Juan Williams: Left plays into Trump’s hands on Biden and race
“OK, boomer.”
I can hear that dismissive remark coming from young people on the left as I express disbelief at their constant criticism of Joe Biden over his record on crime.
Did they miss the Trump administration’s use of pepper balls and smoke bombs against peaceful demonstrators in Lafayette Square?
{mosads}Did they miss President Trump’s willingness to use the military to intimidate people demonstrating against police brutality — an effort condemned by former secretary of Defense James Mattis as a misuse of the military “to violate the constitutional rights of their fellow citizens.”
Did they miss Trump’s longstanding contempt for protests against police brutality, including demanding NFL players be fired – “get that son of a bitch off the field” — for calling attention to black people being abused by cops?
An ABC/Ipsos poll released Friday found that 66 percent of Americans disapprove of Trump’s response to the horrific death of George Floyd, a black man who died of asphyxiation while a policeman pressed a knee on his neck. An NPR/PBS NewsHour/Marist poll finds two-thirds of Americans say Trump has increased racial tensions in the U.S.
The November election will be a binary choice — Biden or Trump.
Yet the far left looks back almost 30 years to the 1994 crime bill as if it is a reason to hesitate supporting Biden in 2020.
Do they prefer Trump?
The same insane political myopia extends to harsh attacks on highly qualified candidates, including black women, who want to be Biden’s vice president.
Both Sen. Kamala Harris (D-Calif.) and Rep. Val Demings (D-Fla.) have backgrounds in law enforcement. Demings made history as Orlando’s first female chief of police. Harris was California’s attorney general.
Accomplished black women with law-and-order credentials have the potential to help the Biden ticket with moderate suburban voters. They could also stir voter turnout in the black community.
That is true even at a time of heightened concern over police brutality.
The Floyd case has already created a problem for Sen. Amy Klobuchar’s (D-Minn.) chances of being put on the ticket. Critics point out that as chief prosecutor in one Minnesota county she “declined to bring charges in more than two dozen cases in which people were killed in encounters with police,” according to the Washington Post.
The criticism of Demings and Harris is even more personal. The charge is that as black leaders the two women failed to counter the racism impacting black people caught in the criminal justice system.
Harvard University Professor Cornel West, an African American, legitimized this way of thinking in a CNN interview last week:
“We’ve tried black faces in high places,” West said. “They [centrist Democrats], all they want to do is show more black faces, show more black faces. But..the ‘Black Lives Matter’ movement emerged under a black president, black attorney general, and black Homeland Security [Secretary] and they couldn’t deliver.”
Now keep in mind that West supported Sen. Bernie Sanders (I-Vt.) during this year’s Democratic primary.
And let the politically astute note that Sanders never gained traction with most black voters. Biden formally clinched the nomination on Friday, an outcome that had looked inevitable for some time.
Despite that overwhelming support from black voters, there are activists who continue to harp on Biden’s role in passage of a crime bill that put more police on the streets and increased the use of mandatory minimum sentences by judges.
It also had the unforeseen consequence of putting more black people in jail.
But remember, it is also true that the bill drove down crime rates in black neighborhoods.
That is why the crime bill was supported by the Congressional Black Caucus as well as nearly all of the nation’s black mayors and signed by a Democrat in the White House, President Clinton.
{mossecondads}That is why Factcheck.org noted last year that a group of black church leaders supported the bill back then by explaining that while they did not agree with every provision, “we do believe and emphatically support the bill’s goal to save our communities, and most importantly, our children.”
Michael Waldman, the president of the Brennan Center for Justice, who was a domestic policy advisor in the Clinton White House in 1994, told The Atlantic last year that the bill was not controversial: “Crime between 1960 and 1990 tripled…the level of social disruption and panic that caused is hard to explain now, because since then the crime rate has been dropping.”
It is a fact that between 1994 and 2017, the nation’s violent crime rate did fall 46 percent.
But in the current, politically charged focus on ending police brutality, the context is forgotten.
This is a sad replay of 2016, when Trump’s campaign got help from left-wingers critical of Hillary Clinton for her husband’s support of the crime bill.
Mrs. Clinton was famously asked if her “heart” had changed on race issues.
Clinton responded that apologies are less important that structural change.
“I believe you change laws [and] you change allocation of resources,” she said. “You are not going to change every heart.”
To defeat Trump, Democrats have to confront the absurdity of looking back into the past to attack Biden, Harris, Klobuchar and Demings, instead of looking forward to a better future on race.
Juan Williams is an author, and a political analyst for Fox News Channel.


→ DIRECTIONS
Word for word, copy the entire listing below, but do not carry over any pictures.

→ DATA RECORDS
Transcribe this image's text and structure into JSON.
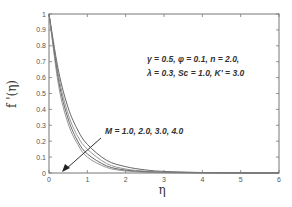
{
  "chart_data": {
    "type": "line",
    "title": "",
    "xlabel": "η",
    "ylabel": "f '(η)",
    "xlim": [
      0,
      6
    ],
    "ylim": [
      0,
      1
    ],
    "xticks": [
      "0",
      "1",
      "2",
      "3",
      "4",
      "5",
      "6"
    ],
    "yticks": [
      "0",
      "0.1",
      "0.2",
      "0.3",
      "0.4",
      "0.5",
      "0.6",
      "0.7",
      "0.8",
      "0.9",
      "1"
    ],
    "grid": false,
    "legend": null,
    "x": [
      0,
      0.25,
      0.5,
      0.75,
      1.0,
      1.5,
      2.0,
      2.5,
      3.0,
      4.0,
      5.0,
      6.0
    ],
    "series": [
      {
        "name": "M = 1.0",
        "values": [
          1.0,
          0.64,
          0.41,
          0.27,
          0.18,
          0.08,
          0.04,
          0.02,
          0.01,
          0.003,
          0.001,
          0.0
        ]
      },
      {
        "name": "M = 2.0",
        "values": [
          1.0,
          0.61,
          0.37,
          0.23,
          0.15,
          0.06,
          0.025,
          0.012,
          0.006,
          0.002,
          0.0,
          0.0
        ]
      },
      {
        "name": "M = 3.0",
        "values": [
          1.0,
          0.58,
          0.34,
          0.2,
          0.12,
          0.045,
          0.018,
          0.008,
          0.004,
          0.001,
          0.0,
          0.0
        ]
      },
      {
        "name": "M = 4.0",
        "values": [
          1.0,
          0.55,
          0.31,
          0.18,
          0.1,
          0.035,
          0.013,
          0.005,
          0.002,
          0.0,
          0.0,
          0.0
        ]
      }
    ],
    "annotations": [
      {
        "text": "γ = 0.5,  φ = 0.1,  n = 2.0,",
        "x": 2.55,
        "y": 0.77
      },
      {
        "text": "λ = 0.3,  Sc = 1.0,  K' = 3.0",
        "x": 2.55,
        "y": 0.68
      },
      {
        "text": "M = 1.0, 2.0, 3.0, 4.0",
        "x": 1.45,
        "y": 0.25,
        "arrow_from": [
          1.45,
          0.23
        ],
        "arrow_to": [
          0.45,
          0.04
        ]
      }
    ]
  },
  "labels": {
    "xlabel": "η",
    "ylabel": "f '(η)",
    "params_line1": "γ = 0.5,  φ = 0.1,  n = 2.0,",
    "params_line2": "λ = 0.3,  Sc = 1.0,  K' = 3.0",
    "arrow_label": "M = 1.0, 2.0, 3.0, 4.0"
  },
  "colors": {
    "axis": "#666666",
    "curves": "#555555",
    "text": "#333333"
  }
}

→ RESPONSE TO THIS TASK
Transcribe this image's text and structure into JSON.
{
  "chart_data": {
    "type": "line",
    "title": "",
    "xlabel": "η",
    "ylabel": "f '(η)",
    "xlim": [
      0,
      6
    ],
    "ylim": [
      0,
      1
    ],
    "xticks": [
      "0",
      "1",
      "2",
      "3",
      "4",
      "5",
      "6"
    ],
    "yticks": [
      "0",
      "0.1",
      "0.2",
      "0.3",
      "0.4",
      "0.5",
      "0.6",
      "0.7",
      "0.8",
      "0.9",
      "1"
    ],
    "grid": false,
    "legend": null,
    "x": [
      0,
      0.25,
      0.5,
      0.75,
      1.0,
      1.5,
      2.0,
      2.5,
      3.0,
      4.0,
      5.0,
      6.0
    ],
    "series": [
      {
        "name": "M = 1.0",
        "values": [
          1.0,
          0.64,
          0.41,
          0.27,
          0.18,
          0.08,
          0.04,
          0.02,
          0.01,
          0.003,
          0.001,
          0.0
        ]
      },
      {
        "name": "M = 2.0",
        "values": [
          1.0,
          0.61,
          0.37,
          0.23,
          0.15,
          0.06,
          0.025,
          0.012,
          0.006,
          0.002,
          0.0,
          0.0
        ]
      },
      {
        "name": "M = 3.0",
        "values": [
          1.0,
          0.58,
          0.34,
          0.2,
          0.12,
          0.045,
          0.018,
          0.008,
          0.004,
          0.001,
          0.0,
          0.0
        ]
      },
      {
        "name": "M = 4.0",
        "values": [
          1.0,
          0.55,
          0.31,
          0.18,
          0.1,
          0.035,
          0.013,
          0.005,
          0.002,
          0.0,
          0.0,
          0.0
        ]
      }
    ],
    "annotations": [
      {
        "text": "γ = 0.5,  φ = 0.1,  n = 2.0,",
        "x": 2.55,
        "y": 0.77
      },
      {
        "text": "λ = 0.3,  Sc = 1.0,  K' = 3.0",
        "x": 2.55,
        "y": 0.68
      },
      {
        "text": "M = 1.0, 2.0, 3.0, 4.0",
        "x": 1.45,
        "y": 0.25,
        "arrow_from": [
          1.45,
          0.23
        ],
        "arrow_to": [
          0.45,
          0.04
        ]
      }
    ]
  },
  "labels": {
    "xlabel": "η",
    "ylabel": "f '(η)",
    "params_line1": "γ = 0.5,  φ = 0.1,  n = 2.0,",
    "params_line2": "λ = 0.3,  Sc = 1.0,  K' = 3.0",
    "arrow_label": "M = 1.0, 2.0, 3.0, 4.0"
  },
  "colors": {
    "axis": "#666666",
    "curves": "#555555",
    "text": "#333333"
  }
}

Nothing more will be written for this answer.